Obasanjo urged to approve Nigerian freedom bills

afrol News, 2 April - With less than one month before parliamentary and presidential elections, Nigeria's Freedom of Information Bill 2004 still awaits presidential assent, human rights groups note. They now urge President Olusegun Obasanjo to make a last effort to secure right to transparency in Nigeria before he leaves office later this month.

The Freedom of Information Bill, that would guarantee Nigerians the right to access information held by the government, has been long fought for. For over eight years civil society has pressed for such a law - the Bill has been with Parliament since 1999 and was finally passed by both Houses of the National Assembly in February this year.

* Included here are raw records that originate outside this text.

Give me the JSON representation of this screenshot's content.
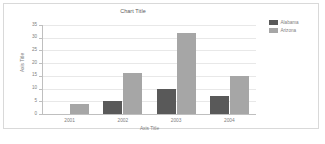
{
  "chart_data": {
    "type": "bar",
    "title": "Chart Title",
    "xlabel": "Axis Title",
    "ylabel": "Axis Title",
    "categories": [
      "2001",
      "2002",
      "2003",
      "2004"
    ],
    "series": [
      {
        "name": "Alabama",
        "color": "#595959",
        "values": [
          0,
          5,
          10,
          7
        ]
      },
      {
        "name": "Arizona",
        "color": "#a6a6a6",
        "values": [
          4,
          16,
          32,
          15
        ]
      }
    ],
    "ylim": [
      0,
      35
    ],
    "yticks": [
      0,
      5,
      10,
      15,
      20,
      25,
      30,
      35
    ],
    "grid": "horizontal",
    "legend_position": "top-right"
  },
  "legend": {
    "items": [
      {
        "label": "Alabama"
      },
      {
        "label": "Arizona"
      }
    ]
  }
}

"But now the Bill is stuck at the last hurdle before it can become law - presidential assent," the Commonwealth Human Rights Initiative complains in a statement issued today.

President Obasanjo, who will stand down in the coming weeks in time for the 21 April election, has not yet given the Bill his assent. He has only a number of days to give assent, without which the Bill cannot become law. The impending elections leave very little time for the law to undergo the alternative method of assent that is available; where a two-thirds majority of the members of the National Assembly would have to vote in favour of the Bill before it could become law.

"Signing the Bill into law is an opportunity for the President to leave a lasting mark of his leadership of Nigeria," human rights activist Aditi Datta says in an appeal to Mr Obasanjo today.

A freedom of information law in Nigeria would not only be the first of its kind in West Africa, but it would provide a potent tool in the fight against corruption, which the President has been vocal about leading. "Such a law can also have many social, economic and political benefits, being a key tool to empowering people to take control of their lives and enabling their participation in governance," Mr Datta adds.

Civil society organisations from around the world today strongly urged President Obasanjo to "realise his people's wishes and give his assent to the Freedom of Information Bill at the very earliest," Mr Datta says.